Murder (signed)
‘An ambivalent approach to nostalgia that is energetic and cathartic’ Lens Culture
“La photographie de Simoneau nest pas déclarative, mais allusive, comme le bruit de draps dun frôlement dailes déployées dans la nuit” / “Simoneau’s photography is not declarative but allusive, like the sheetlike sound of wings spreading in the night” L’Intervalle
‘A study of nature and nostalgia’ AnOther Magazine
The genesis of Guillaume Simoneaus new book, Murder, is in spring 1982. At around the same time Masahisa Fukase was producing his post-war masterpiece Karasu (Ravens), Simoneaus family adopted a nest full of baby crows orphaned from a fallen tree. The photographs from this time, taken by Simoneaus mother, paint an unusual and lyrical vision of childhood. Nearly forty years later, these moments are memorialised in dialogue with Simoneaus new works, produced in the spring of 2016 and 2017 in Kanazawa, Japan. This setting, the birthplace of Karasu, punctuates the book with a further-reaching interest in tradition and timelessness that looks beyond the scope of these events to the landscape, famous thatched houses, the pine forests and coastline. The crisp, architectural qualities of the new photographs evoke a rendering of Fukases original that is, however, distinctly of its time. In Murder, the original black and white image of the photographer as a child, crows perched on his shoulders, is set alongside visions of violence: one crow hanging by rope, tangled and rotting, another pinned down by a large bird of prey. The mood of this contrast is never cynical: instead, it develops an ambivalent approach to nostalgia that is energetic and cathartic. Several of these photographs directly reference Karasu, and it is this language of violence inherited from Fukase that becomes the mode with which Simoneau challenges this inheritance.
Throughout the book, the symbolism of the crow is constantly at stake. In the childhood images, the crow becomes an unlikely symbol of intimacy; coupled with blurred glimpses of the bird in flight, Simoneau threatens to restore the bird to its cultural function as an omen of turbulent times.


Nothing should appear in the answer except the lines from the one containing "Track down *man*." through the end of the records below, written out exactly.

Exercise input =
☆ ☆ ☆ ☆ ☆ ☆ ☆

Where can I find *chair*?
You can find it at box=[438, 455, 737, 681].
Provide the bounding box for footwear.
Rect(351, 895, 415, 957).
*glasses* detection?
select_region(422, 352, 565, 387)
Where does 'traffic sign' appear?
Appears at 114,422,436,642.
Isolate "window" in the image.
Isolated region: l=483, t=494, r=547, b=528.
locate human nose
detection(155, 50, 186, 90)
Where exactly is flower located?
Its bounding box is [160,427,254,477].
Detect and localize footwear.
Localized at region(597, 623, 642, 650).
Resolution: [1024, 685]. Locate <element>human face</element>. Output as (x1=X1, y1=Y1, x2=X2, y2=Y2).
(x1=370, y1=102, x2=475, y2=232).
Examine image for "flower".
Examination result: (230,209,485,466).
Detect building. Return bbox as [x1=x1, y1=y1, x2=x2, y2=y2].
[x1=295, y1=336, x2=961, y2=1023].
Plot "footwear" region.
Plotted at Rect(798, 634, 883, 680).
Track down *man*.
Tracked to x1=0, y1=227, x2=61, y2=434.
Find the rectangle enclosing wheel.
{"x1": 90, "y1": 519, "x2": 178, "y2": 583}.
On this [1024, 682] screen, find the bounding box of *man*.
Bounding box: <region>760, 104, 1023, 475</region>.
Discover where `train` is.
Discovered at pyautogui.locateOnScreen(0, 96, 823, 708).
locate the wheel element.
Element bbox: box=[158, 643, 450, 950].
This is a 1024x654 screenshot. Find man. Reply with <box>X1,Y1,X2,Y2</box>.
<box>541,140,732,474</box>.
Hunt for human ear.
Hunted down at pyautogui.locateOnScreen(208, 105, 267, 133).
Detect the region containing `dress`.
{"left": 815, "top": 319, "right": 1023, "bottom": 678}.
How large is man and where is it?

☆ ☆ ☆ ☆ ☆ ☆ ☆

Result for this task =
Track down *man*.
Tracked to x1=0, y1=227, x2=61, y2=434.
Find the rectangle enclosing wheel.
{"x1": 90, "y1": 519, "x2": 178, "y2": 583}.
On this [1024, 682] screen, find the bounding box of *man*.
Bounding box: <region>760, 104, 1023, 475</region>.
Discover where `train` is.
Discovered at pyautogui.locateOnScreen(0, 96, 823, 708).
locate the wheel element.
Element bbox: box=[158, 643, 450, 950].
This is a 1024x654 screenshot. Find man. Reply with <box>X1,Y1,X2,Y2</box>.
<box>541,140,732,474</box>.
Hunt for human ear.
Hunted down at pyautogui.locateOnScreen(208, 105, 267, 133).
Detect the region containing `dress`.
{"left": 815, "top": 319, "right": 1023, "bottom": 678}.
How large is man and where is it?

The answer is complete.